Kalmann filters in particular are interesting because they use both a model, and actual measurements in order to perform their operations.  The observations and the predictions are each given a rating based upon a variety of factors that can be reduced to how much each ought to be trusted.  This can lead, in certain cases, to the filter becoming “smug.”  In other words, it starts trusting its own predictions so much that it ignores the actual observations entirely.  There are certain cases where this might be desirable, like if the sensors being used to provide the observations have stopped working, or have become otherwise unreliable, but it is very rare that we will want to ignore the observations completely.  It would be like getting into the car, closing your eyes, and driving to the airport based only on what you remembered from the map you looked at before leaving.

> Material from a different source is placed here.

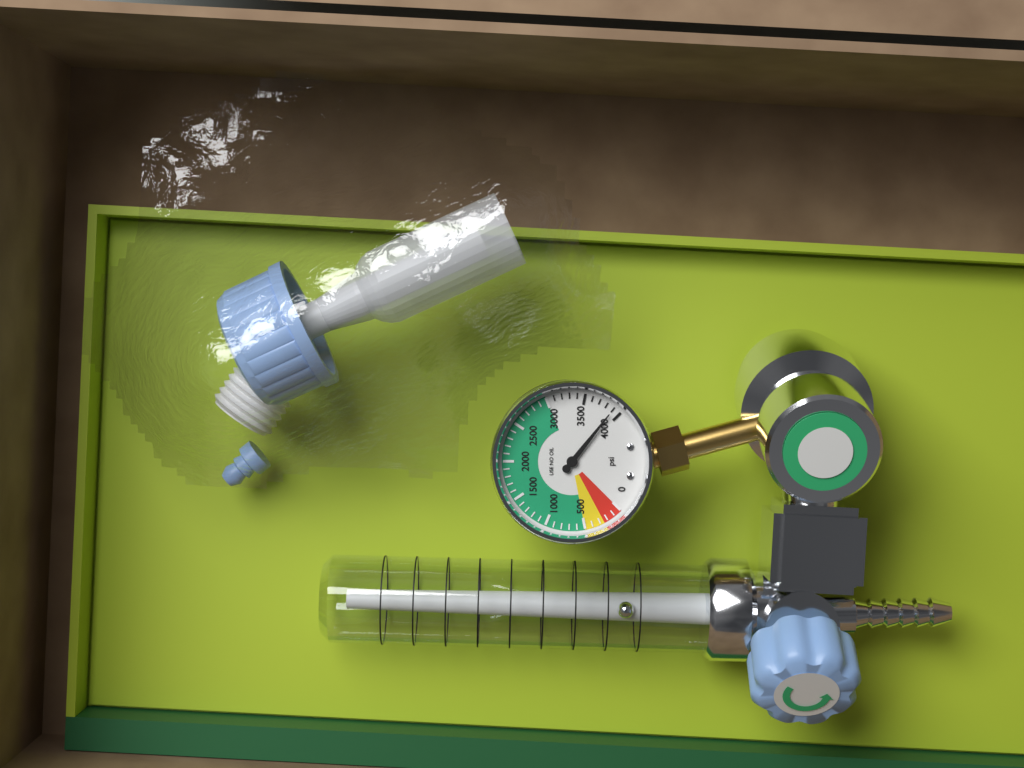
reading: 3900 psi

Drawing conclusions from computer models and simulations is the same idea.  It is stuffing our fingers in our ears, closing our eyes, and insisting that we know enough about how the world works and how it is right now to predict how it will be in the future.  Without practical experimentation to provide real data, real observations, this kind of science becomes as smug as a bad Kalmann filter.  Granted that we do have a good understanding, and know a lot about the initial conditions, but we certainly do not know everything, especially as the systems become more complex, with more variables and considerations involved.  It doesn’t matter how fast or powerful the computer running the simulation is, if the inputs provided do not account for everything.  And I guarantee that they will not account for everything.

This is not to say that computer models and simulations cannot be useful tools.  They allow us to save a lot of expense, a lot of hassle, and a lot of time in a lot of different situations, and they can provide insights that cannot be reasonably obtained another way.  My concern is not that people are using these powerful tools to test hypotheses and predict possible outcomes.  No, my concern is about smugness, that these tools are taking the place of actual data and practical experimentation.

Socrates claimed that the beginning of wisdom is knowing we know nothing.  It might be an overused saying, but it led me to the lens through which I try to view most things with which I am confronted: that there are no right answers, only less wrong answers that fit the currently known data.  That’s what experimentation is really all about – assuming we know nothing, and trying to find more data so that we can take our wrong answer and make it a little less wrong.  Computer models assume we know everything, and tell us where that knowledge leads.  And yes, I know that it’s more complicated than that, with margins of error and noise and other complexities often modeled to provide an uncertainty to go along with whatever predictions or conclusions are drawn, but those caveats only emphasize my point.  If we really want to find out more about our universe, the world in which we live, practical experimentation is necessary.

Surrounded by the apparently inexhaustible information of the “Information Age,” it is easy to grow complacent, to believe that the answers really are all out there, just waiting for the right search query to unearth them. My personal laboratory probably wouldn’t enable me to discover a new element, or spot the Trojan asteroids, or probe the secret natures of neutrinos. That’s okay. I might use the facility to answer questions in a year that I could have answered in five minutes on the internet. That’s okay, too. Whether it’s something that has never been tried before, or something that has been repeated so many times that some people would call it a “fact,” it is still what science is all about: experimentation.